Members of Associate Professor Dong Wang's research group, the Social Sensing and Intelligence Lab, will present their research at the Web Conference 2024, which will be held from May 13-17 in Singapore. The Web Conference is the premier venue to present and discuss progress in research, development, standards, and applications of topics related to the Web.
Teaching Assistant Professor Yang Zhang will present the paper, "SymLearn: A Symbiotic Crowd-AI Collective Learning Framework to Web-based Healthcare Policy Adherence Assessment." SymLearn is a novel framework that combines crowdsourcing and AI to assess public adherence to healthcare policies like mask-wearing during events like COVID-19. The key innovation is establishing a mutually beneficial relationship between crowd workers and AI models. While AI rapidly analyzes social media data, humans can fix AI errors, and AI can guide humans to subtle visual details. Insights from SymLearn highlight frontiers in human-AI collective intelligence systems.
PhD student Lanyu Shang will present the paper, "MMAdapt: A Knowledge-Guided Multi-Source Multi-Class Domain Adaptive Framework for Early Health Misinformation Detection." In this paper, Shang and her collaborators propose a novel AI framework called MMAdapt that can detect misinformation related to new and emerging health issues at an early stage. MMAdapt leverages resources from well-studied health domains like cancer and COVID-19 to identify misinformation in new emergent areas like the 2022 Mpox outbreak. It can discern not just false claims, but partially misleading content containing a mixture of accurate and inaccurate statements that can be even more convincing to the public. The researchers aim to enable timely interventions by platforms and agencies when new public health issues arise.
The primary research focus of the Social Sensing and Intelligence Lab lies in the emerging area of human-centered AI, AI for social good, and cyber-physical systems in social spaces. The lab develops interdisciplinary theories, techniques, and tools for fundamentally understanding, modeling, and evaluating human-centered computing and information (HCCI) systems, and for accurately reconstructing the correct "state of the world," both physical and social.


** EXERCISE DESCRIPTION **
All lines in the records below that hold "scrambled" are to be shown.

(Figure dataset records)
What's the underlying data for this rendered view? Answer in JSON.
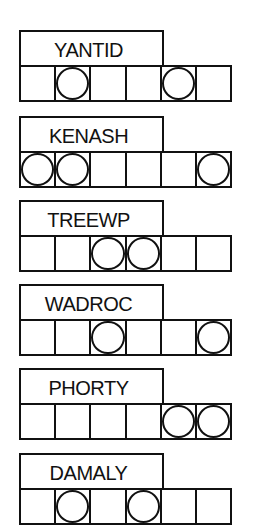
{
  "puzzles": [
    {
      "scrambled": "YANTID",
      "circled_positions": [
        2,
        5
      ],
      "top": 30
    },
    {
      "scrambled": "KENASH",
      "circled_positions": [
        1,
        2,
        6
      ],
      "top": 116
    },
    {
      "scrambled": "TREEWP",
      "circled_positions": [
        3,
        4
      ],
      "top": 200
    },
    {
      "scrambled": "WADROC",
      "circled_positions": [
        3,
        6
      ],
      "top": 284
    },
    {
      "scrambled": "PHORTY",
      "circled_positions": [
        5,
        6
      ],
      "top": 368
    },
    {
      "scrambled": "DAMALY",
      "circled_positions": [
        2,
        4
      ],
      "top": 453
    }
  ],
  "cell_count": 6,
  "colors": {
    "ink": "#111111",
    "paper": "#ffffff"
  }
}
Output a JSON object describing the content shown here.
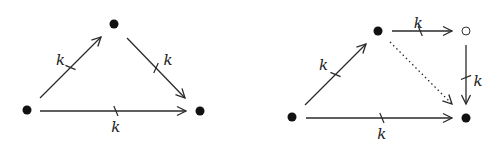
{
  "diagrams": [
    {
      "id": "left-triangle",
      "nodes": [
        {
          "id": "A",
          "style": "filled"
        },
        {
          "id": "B",
          "style": "filled"
        },
        {
          "id": "C",
          "style": "filled"
        }
      ],
      "edges": [
        {
          "from": "A",
          "to": "B",
          "label": "k",
          "marked": true,
          "style": "solid"
        },
        {
          "from": "B",
          "to": "C",
          "label": "k",
          "marked": true,
          "style": "solid"
        },
        {
          "from": "A",
          "to": "C",
          "label": "k",
          "marked": true,
          "style": "solid"
        }
      ]
    },
    {
      "id": "right-square",
      "nodes": [
        {
          "id": "A",
          "style": "filled"
        },
        {
          "id": "B",
          "style": "filled"
        },
        {
          "id": "D",
          "style": "open"
        },
        {
          "id": "C",
          "style": "filled"
        }
      ],
      "edges": [
        {
          "from": "A",
          "to": "B",
          "label": "k",
          "marked": true,
          "style": "solid"
        },
        {
          "from": "B",
          "to": "D",
          "label": "k",
          "marked": true,
          "style": "solid"
        },
        {
          "from": "D",
          "to": "C",
          "label": "k",
          "marked": true,
          "style": "solid"
        },
        {
          "from": "A",
          "to": "C",
          "label": "k",
          "marked": true,
          "style": "solid"
        },
        {
          "from": "B",
          "to": "C",
          "label": "",
          "marked": false,
          "style": "dotted"
        }
      ]
    }
  ]
}
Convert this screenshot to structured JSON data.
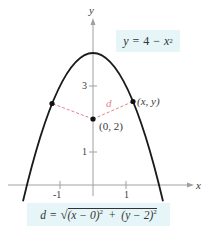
{
  "figure": {
    "axes": {
      "x_label": "x",
      "y_label": "y",
      "x_ticks": [
        {
          "value": -1,
          "label": "-1"
        },
        {
          "value": 1,
          "label": "1"
        }
      ],
      "y_ticks": [
        {
          "value": 1,
          "label": "1"
        },
        {
          "value": 3,
          "label": "3"
        }
      ]
    },
    "curve": {
      "equation_label": "y = 4 − x²",
      "equation_lhs": "y",
      "equation_eq": "=",
      "equation_rhs_const": "4",
      "equation_minus": "−",
      "equation_rhs_var": "x",
      "equation_rhs_exp": "2",
      "color": "#1a1a1a"
    },
    "points": {
      "center_label": "(0, 2)",
      "curve_point_label": "(x, y)",
      "center": {
        "x": 0,
        "y": 2
      },
      "curve_point": {
        "x": 1.21,
        "y": 2.54
      },
      "mirror_point": {
        "x": -1.24,
        "y": 2.46
      }
    },
    "distance": {
      "label": "d",
      "color": "#e0828a",
      "formula_lhs": "d",
      "formula_eq": "=",
      "formula_term1": "(x − 0)",
      "formula_term1_exp": "2",
      "formula_plus": "+",
      "formula_term2": "(y − 2)",
      "formula_term2_exp": "2"
    },
    "colors": {
      "axis": "#9a9a9a",
      "box_background": "#e6f5f7",
      "dashed_line": "#e0828a",
      "curve": "#1a1a1a",
      "text": "#3a3a3a"
    }
  }
}
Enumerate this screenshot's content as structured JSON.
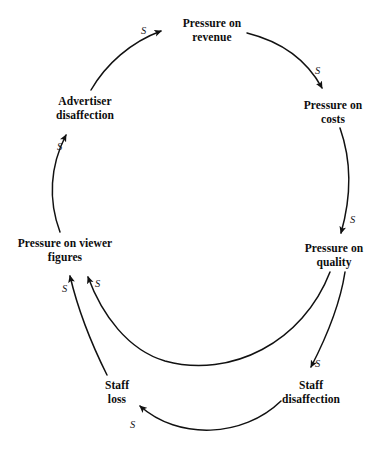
{
  "diagram": {
    "type": "causal-loop-diagram",
    "background_color": "#ffffff",
    "stroke_color": "#111111",
    "text_color": "#0d0d0d",
    "nodes": [
      {
        "id": "pressure-revenue",
        "label": "Pressure on\nrevenue",
        "x": 212,
        "y": 30
      },
      {
        "id": "pressure-costs",
        "label": "Pressure on\ncosts",
        "x": 333,
        "y": 112
      },
      {
        "id": "pressure-quality",
        "label": "Pressure on\nquality",
        "x": 334,
        "y": 255
      },
      {
        "id": "staff-disaffection",
        "label": "Staff\ndisaffection",
        "x": 311,
        "y": 392
      },
      {
        "id": "staff-loss",
        "label": "Staff\nloss",
        "x": 117,
        "y": 392
      },
      {
        "id": "pressure-viewer",
        "label": "Pressure on viewer\nfigures",
        "x": 65,
        "y": 250
      },
      {
        "id": "advertiser-disaffection",
        "label": "Advertiser\ndisaffection",
        "x": 85,
        "y": 108
      }
    ],
    "links": [
      {
        "id": "link-advertiser-to-revenue",
        "from": "advertiser-disaffection",
        "to": "pressure-revenue",
        "polarity": "S",
        "label_x": 141,
        "label_y": 25
      },
      {
        "id": "link-revenue-to-costs",
        "from": "pressure-revenue",
        "to": "pressure-costs",
        "polarity": "S",
        "label_x": 315,
        "label_y": 65
      },
      {
        "id": "link-costs-to-quality",
        "from": "pressure-costs",
        "to": "pressure-quality",
        "polarity": "S",
        "label_x": 350,
        "label_y": 214
      },
      {
        "id": "link-quality-to-staff-disaffection",
        "from": "pressure-quality",
        "to": "staff-disaffection",
        "polarity": "S",
        "label_x": 315,
        "label_y": 358
      },
      {
        "id": "link-staff-disaffection-to-staff-loss",
        "from": "staff-disaffection",
        "to": "staff-loss",
        "polarity": "S",
        "label_x": 130,
        "label_y": 419
      },
      {
        "id": "link-staff-loss-to-viewer",
        "from": "staff-loss",
        "to": "pressure-viewer",
        "polarity": "S",
        "label_x": 62,
        "label_y": 283
      },
      {
        "id": "link-quality-to-viewer",
        "from": "pressure-quality",
        "to": "pressure-viewer",
        "polarity": "S",
        "label_x": 95,
        "label_y": 278
      },
      {
        "id": "link-viewer-to-advertiser",
        "from": "pressure-viewer",
        "to": "advertiser-disaffection",
        "polarity": "S",
        "label_x": 57,
        "label_y": 141
      }
    ]
  }
}
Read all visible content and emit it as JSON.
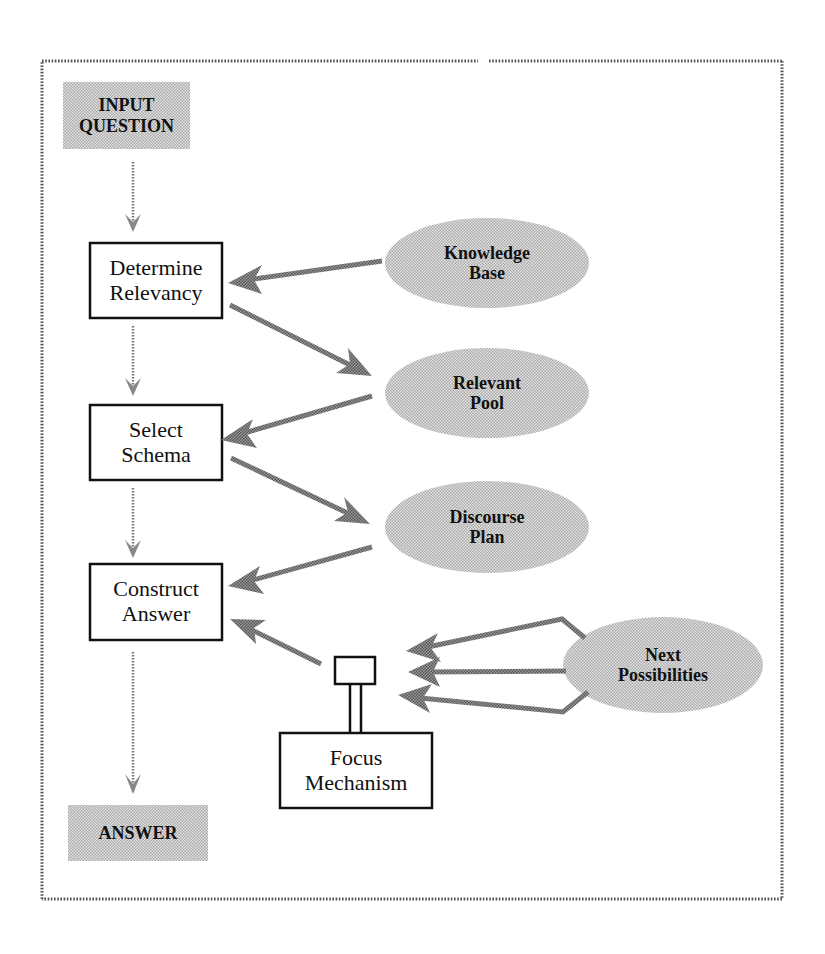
{
  "diagram": {
    "terminals": {
      "input": {
        "line1": "INPUT",
        "line2": "QUESTION"
      },
      "output": {
        "line1": "ANSWER"
      }
    },
    "processes": [
      {
        "id": "determine-relevancy",
        "line1": "Determine",
        "line2": "Relevancy"
      },
      {
        "id": "select-schema",
        "line1": "Select",
        "line2": "Schema"
      },
      {
        "id": "construct-answer",
        "line1": "Construct",
        "line2": "Answer"
      },
      {
        "id": "focus-mechanism",
        "line1": "Focus",
        "line2": "Mechanism"
      }
    ],
    "data_stores": [
      {
        "id": "knowledge-base",
        "line1": "Knowledge",
        "line2": "Base"
      },
      {
        "id": "relevant-pool",
        "line1": "Relevant",
        "line2": "Pool"
      },
      {
        "id": "discourse-plan",
        "line1": "Discourse",
        "line2": "Plan"
      },
      {
        "id": "next-possibilities",
        "line1": "Next",
        "line2": "Possibilities"
      }
    ],
    "edges": [
      {
        "from": "INPUT QUESTION",
        "to": "Determine Relevancy"
      },
      {
        "from": "Knowledge Base",
        "to": "Determine Relevancy"
      },
      {
        "from": "Determine Relevancy",
        "to": "Relevant Pool"
      },
      {
        "from": "Determine Relevancy",
        "to": "Select Schema"
      },
      {
        "from": "Relevant Pool",
        "to": "Select Schema"
      },
      {
        "from": "Select Schema",
        "to": "Discourse Plan"
      },
      {
        "from": "Select Schema",
        "to": "Construct Answer"
      },
      {
        "from": "Discourse Plan",
        "to": "Construct Answer"
      },
      {
        "from": "Focus Mechanism",
        "to": "Construct Answer"
      },
      {
        "from": "Next Possibilities",
        "to": "Focus Mechanism",
        "count": 3
      },
      {
        "from": "Construct Answer",
        "to": "ANSWER"
      }
    ],
    "colors": {
      "shade": "#c8c8c8",
      "arrow": "#8a8a8a",
      "thin_arrow": "#777777",
      "border_dots": "#555555",
      "stroke": "#111111"
    }
  }
}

** RESPONSE BELOW **
      "scrambled": "YANTID",
      "scrambled": "KENASH",
      "scrambled": "TREEWP",
      "scrambled": "WADROC",
      "scrambled": "PHORTY",
      "scrambled": "DAMALY",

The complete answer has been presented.